If there’s one thing people haven’t said about marketing, it’s the fact that it can fail spectacularly. The damage can be so significant it can hurt the business in so many ways.
That’s why the company’s definition of marketing should go beyond press releases, publicity, and even brand building. It must also include brand reputation management because, whether they like it or not, bad things can come out of campaigns sometimes. Without salvaging their credibility, rebounding may be difficult, if not impossible.
To illustrate the importance of it, let’s talk about Pepsi’s biggest marketing disaster to date: the Number Fever.
What Happened
The setting was the Philippines, a tiny archipelago in Southeast Asia. The year was sometime in the early 1990s. As Bloomberg said about the incident, America’s influence in the Filipino’s lives is deep. That includes their decision on what to drink.
Back then, at least two US soda brands tried to capture the growing market: Coca-Cola and Pepsi. Between the two, though, the former had the upper hand with its cheaper pricing and good marketing strategy.
By the time the 1980s and martial law ended in the country, the beverage that started in Atlanta had won the Filipinos by a landslide. It held at least 80 percent of the market, so much so that it didn’t need to advertise.
In other words, the burden of converting the market was on Pepsi. And it did by appealing to the one thing that the people desired, which was money.
The Philippines isn’t as rich as other Southeast Asian nations. According to the Borgen Project, at least 16 percent of its population is under the poverty line. That’s about 17 million Filipinos. It is not unusual for low-income households to earn only $3 a day.
But it was much worse during the Marcos era, which ran from the 1960s to the mid-1980s. According to Philippine Star’s report, poverty in the 1960s was 42 percent. It rose to 52 percent during 1971.
When the Marcos family left, fewer people were considered poor. However, the percentage at 26.6 in 2006 was still considerably higher than in the 2010s.
One can imagine then how much Filipinos desired higher income and some cash to get by. Pepsi capitalized on that by launching the Number Fever.
The concept was simple. Each cap of a bottle of Pepsi, Mirinda, and Mountain Dew would feature a number the owner could redeem for an amount ranging from 100 pesos (about $2, as of June 2021) to 1 million pesos ($20,000, as of June 2021). At that time, these figures were already huge. Pepsi would then announce the winning number every night.
The Tragic Error
Number Fever became a hit that Pepsi once claimed that half of the population participated in the marketing campaign. Then May 25 happened.
On this night, a TV show announced that the number combination 3-4-9 won the grand prize. Pepsi back then expected two bottle caps with security codes contained the number. They were wrong. A mechanical error printed not just two or five but over 500,000 bottle caps bearing the same number. Should have Pepsi honored all of them, it could have cost the company a staggering $32 billion.

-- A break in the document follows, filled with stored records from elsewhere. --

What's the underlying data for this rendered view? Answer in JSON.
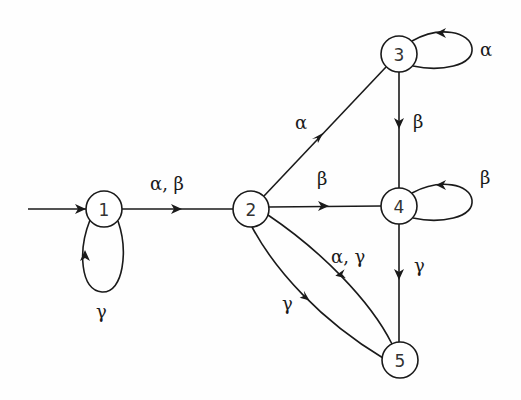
{
  "diagram": {
    "type": "state-transition-diagram",
    "initial_state": "1",
    "nodes": [
      {
        "id": "1",
        "label": "1",
        "x": 104,
        "y": 209
      },
      {
        "id": "2",
        "label": "2",
        "x": 251,
        "y": 209
      },
      {
        "id": "3",
        "label": "3",
        "x": 399,
        "y": 54
      },
      {
        "id": "4",
        "label": "4",
        "x": 399,
        "y": 206
      },
      {
        "id": "5",
        "label": "5",
        "x": 400,
        "y": 360
      }
    ],
    "edges": [
      {
        "from": "start",
        "to": "1",
        "label": ""
      },
      {
        "from": "1",
        "to": "1",
        "label": "γ"
      },
      {
        "from": "1",
        "to": "2",
        "label": "α, β"
      },
      {
        "from": "2",
        "to": "3",
        "label": "α"
      },
      {
        "from": "2",
        "to": "4",
        "label": "β"
      },
      {
        "from": "2",
        "to": "5",
        "label": "γ"
      },
      {
        "from": "3",
        "to": "3",
        "label": "α"
      },
      {
        "from": "3",
        "to": "4",
        "label": "β"
      },
      {
        "from": "4",
        "to": "4",
        "label": "β"
      },
      {
        "from": "4",
        "to": "5",
        "label": "γ"
      },
      {
        "from": "5",
        "to": "2",
        "label": "α, γ"
      }
    ]
  },
  "labels": {
    "n1": "1",
    "n2": "2",
    "n3": "3",
    "n4": "4",
    "n5": "5",
    "e_1_1": "γ",
    "e_1_2": "α, β",
    "e_2_3": "α",
    "e_2_4": "β",
    "e_2_5": "γ",
    "e_3_3": "α",
    "e_3_4": "β",
    "e_4_4": "β",
    "e_4_5": "γ",
    "e_5_2": "α, γ"
  }
}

Obviously, Pepsi didn’t want to acknowledge all the claims, and that’s when pandemonium started. Riots erupted, trucks of Pepsi burned, and a few Filipinos died. Several crown holders filed a mountain of lawsuits against the company.
The Lessons of Branding
By the time the fiasco ended, Pepsi’s reputation was in tatters. Sales plummeted fast while their spending to quell the protests and boycotts rose from $2 million to $240 million.
Since then, Pepsi went back to a far second to Coca-Cola. However, despite the controversy, which others dubbed as the company’s worst marketing failure, it rebounded. The questions are how and why.
First, even before Pepsi entered the Philippine market, it has already built a credible reputation. It positioned itself well as both an American brand and a strong competitor against Coca-Cola. In other words, its quality is comparable to the leading brand.
Second, Pepsi committed a few serious lapses in handling the scandal. For example, to remedy the mistake, it tried to announce a different winning combination. It only added to the confusion, anger, and frustration.
However, it also successfully comforted a good number of Filipinos when it shifted the blame on a mechanical error. Regardless of how much anger a person experiences, it’s hard to fight something that appeared to be an accident than a malicious decision.
Further, the company offered between $18 and $20 to cap holders as a “goodwill gesture” as long as they redeemed the amounts on or before June 12. Thousands took advantage of that.
Third, Pepsi didn’t run away from its legal obligations, although the battles were tense and sometimes felt like a “David and Goliath” scenario. They faced the government investigation and won the Supreme Court ruling, which cleared them of any liability to the crown holders.
Pepsi didn’t emerge from it unscathed, but the most important thing is it bounced back quickly, partly thanks to a solid brand reputation management.